The History of the Famed Hollywood Hyphenate: Writer-Directors

This year, all the Oscar-contending directors are nominated for original screenplay: the Daniels (Daniel Kwan, Daniel Scheinert), Todd Field, Martin McDonagh, Ruben Östlund and Steven Spielberg (writing with Tony Kushner).

This is the first time it’s happened in AMPAS history. 

The only year that came close was 2017, when all five helmers had written or co-written their scripts, though they didn’t all get writing noms.

So here’s Film History 101.

In Hollywood lore, Preston Sturges is often credited as the first scribe to become a hyphenate, as writer-director of the 1940 “The Great McGinty.” But as with all Hollywood “facts,” there is only an element of truth here.

In the next few years, he was joined by some heavyweights: Orson Welles (“Citizen Kane”) and John Huston (“The Maltese Falcon”) in 1941; Leo McCarey (co-writer of “Going My Way”); Billy Wilder (writing with Raymond Chandler) for “Double Indemnity” in 1944; and Joseph L. Mankiewicz (“Dragonwyck”), 1946.

However, a writer-director wasn’t an innovation. The silent era had such double-duty (or triple-duty) filmmakers as Charlie Chaplin, Buster Keaton, Lois Weber and D.W. Griffith. But this was before the studio chiefs reorganized the structure of filmmaking and before guilds were formed in the 1930s. Credits were often less structured then.

It may come as no surprise that Hollywood did not invent moviemaking — or hyphenates.

Jay Weissberg, critic and film historian, tells Variety about writer-directors in Japan including Kaeriyama Norimasa as early as 1918 and Yasujirō Shimazu in 1922. Yasujiro Ozu (“Tokyo Story”) began working as a hyphenate on “Zange no Yaiba” (1927)  and “Dreams of Youth” (1928). 

Weissberg also cites France’s Abel Gance and Marcel L’Herbier, and Soviet Union’s Yakov Protazanov (including a 1915 “War and Peace”) and Dziga Vertov, who had years of credits before his influential 1929’s “Man With a Camera.” 

That’s not even mentioning many countries with a long history of filmmaking, including Argentina, Britain, Egypt, India, Italy and Mexico.

So while Sturges is in the filmmakers pantheon, he wasn’t exactly a pioneer. And while Hollywood execs balked at changes to their system, voters at the Academy  of Motion Picture Arts & Sciences quickly embraced the hyphenates. Sturges won an Oscar for “McGinty” and was nominated again for his 1944 classics “The Miracle of Morgan’s Creek” and “Hail the Conquering Hero.” The following year, Wilder won for his fourth film, “The Lost Weekend,” as both writer (with Charles Brackett) and director.

Welles scored three noms in 1941 for “Kane” and shared in the glory of the best-pic nom (before 1951, AMPAS cited the studio, not individual producers). By the time Warren Beatty was up at bat, he earned four apiece for “Heaven Can Wait” (1978) and “Reds” (1981), nominated as producer writer, director and actor.

Most of this year’s directing nominees also have a third nomination, as one of the film’s producers.

Does having multiple noms increase your odds of winning? Well, if you’re nominated for three, you have tripled your chances. But throughout the years there have been two dozen triple nominees, and some went home empty-handed, including such icons as Stanley Kubrick (multiple times!), Michael Mann and Robert Rossen.

Triple crown winners as writer, producer and director include:  Leo McCarey (1944, sort of, since the studio was the official producer); Wilder, “The Apartment” (1960); Francis Ford Coppola, “The Godfather, Part II” (1974); James L. Brooks, “Terms of Endearment” (1983); Peter Jackson, “The Lord of the Rings: The Return of the King” (2003); Joel & Ethan Coen, “No Country for Old Men” (2007): and Alejandro G. Iñárritu, “Birdman” (2014).

And Bong Joon Ho set a lot of records at the 2020 ceremony, when he took home four Oscars for “Parasite.”  So the directors of “Everything Everywhere All at Once,” “Tar,” “The Banshees of Inisherin,” “Triangle of Sadness” and “The Fabelmans” are joining a long and proud Hollywood tradition.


▶ _Instructions to follow_
Once the line with "Locate person. Use" has been located in the records below, set down that line and all subsequent lines exactly, omitting the pictures.
○ ○ ○ ○
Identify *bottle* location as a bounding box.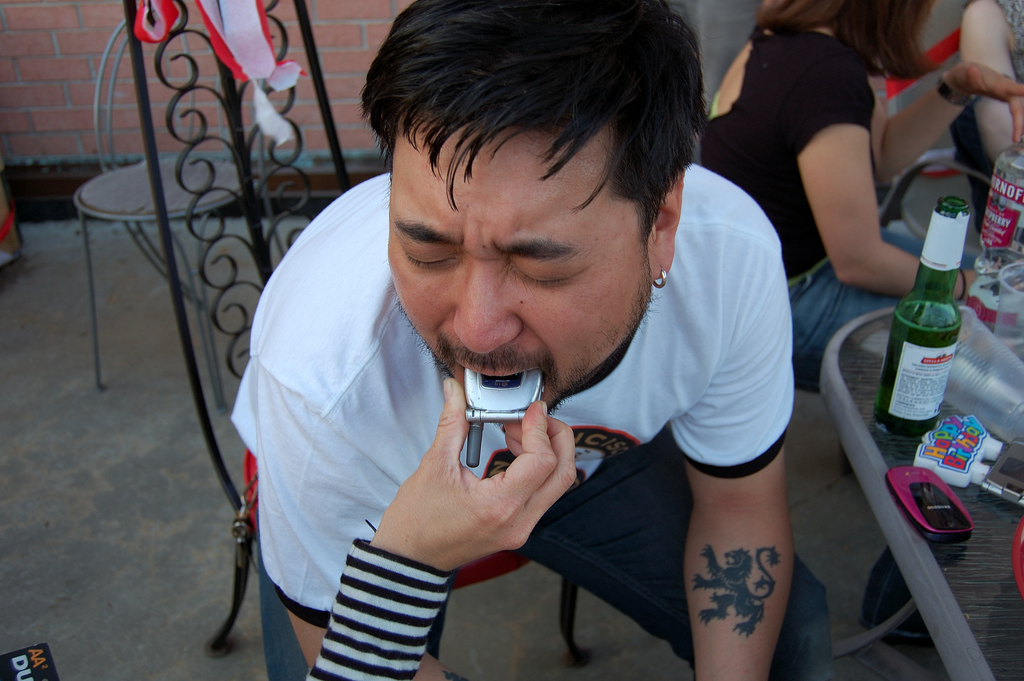
box(976, 116, 1023, 265).
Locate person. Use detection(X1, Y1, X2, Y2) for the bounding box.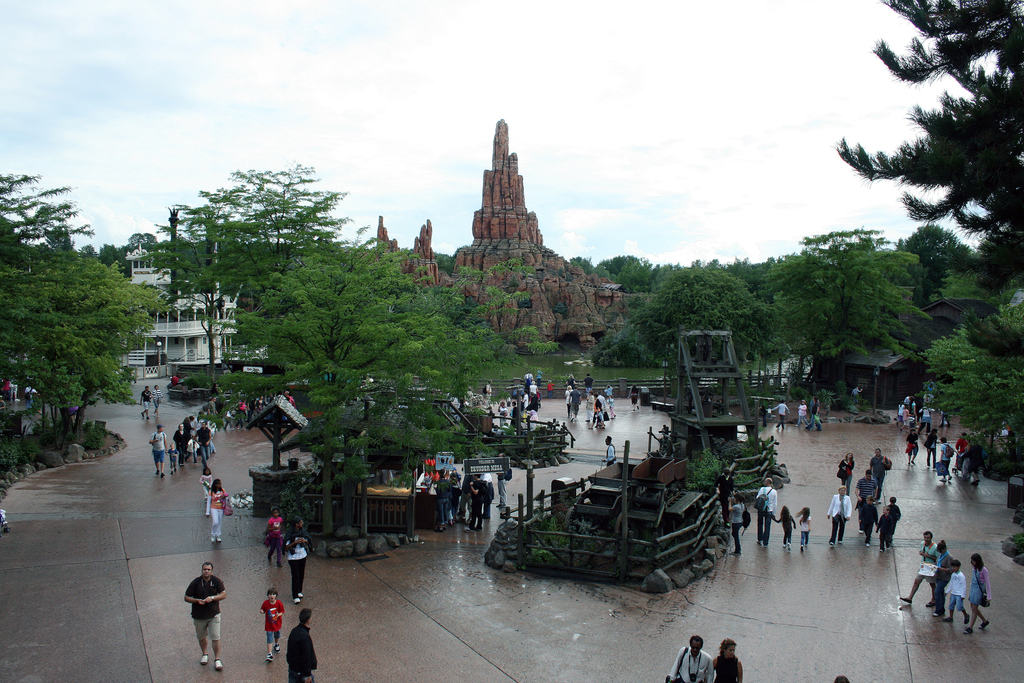
detection(203, 478, 227, 545).
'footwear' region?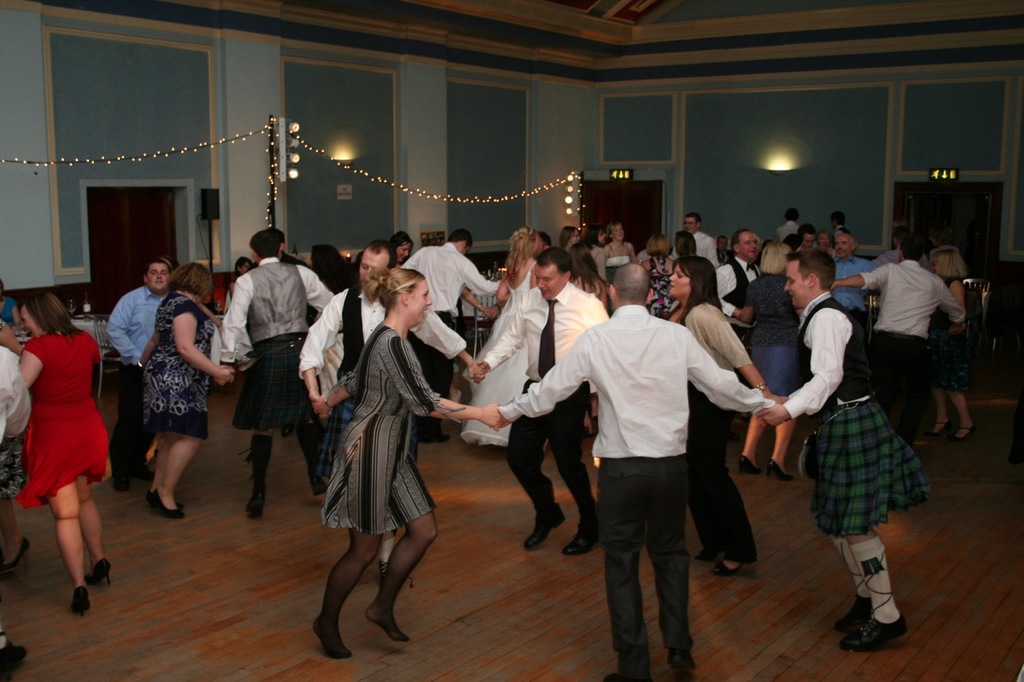
145:488:182:518
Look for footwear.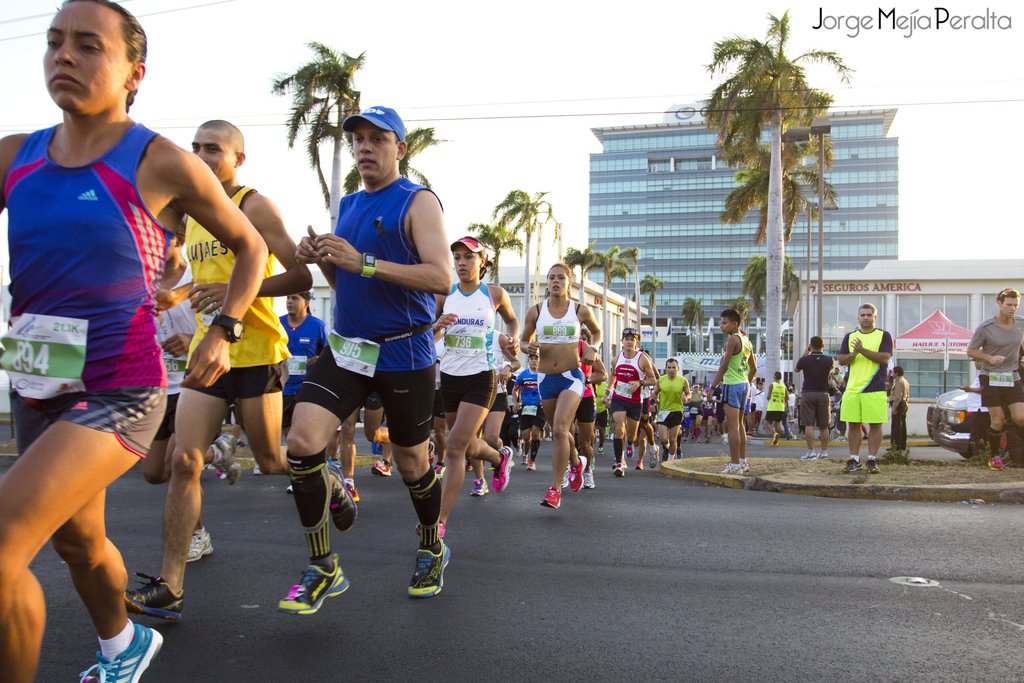
Found: x1=678 y1=445 x2=682 y2=460.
○ ○ ○ ○
▶ _Answer section_
Locate person. Use detection(X1, Y1, X2, Y2) for the bounding box.
detection(203, 478, 227, 545).
'footwear' region?
145:488:182:518
Look for footwear.
Found: x1=678 y1=445 x2=682 y2=460.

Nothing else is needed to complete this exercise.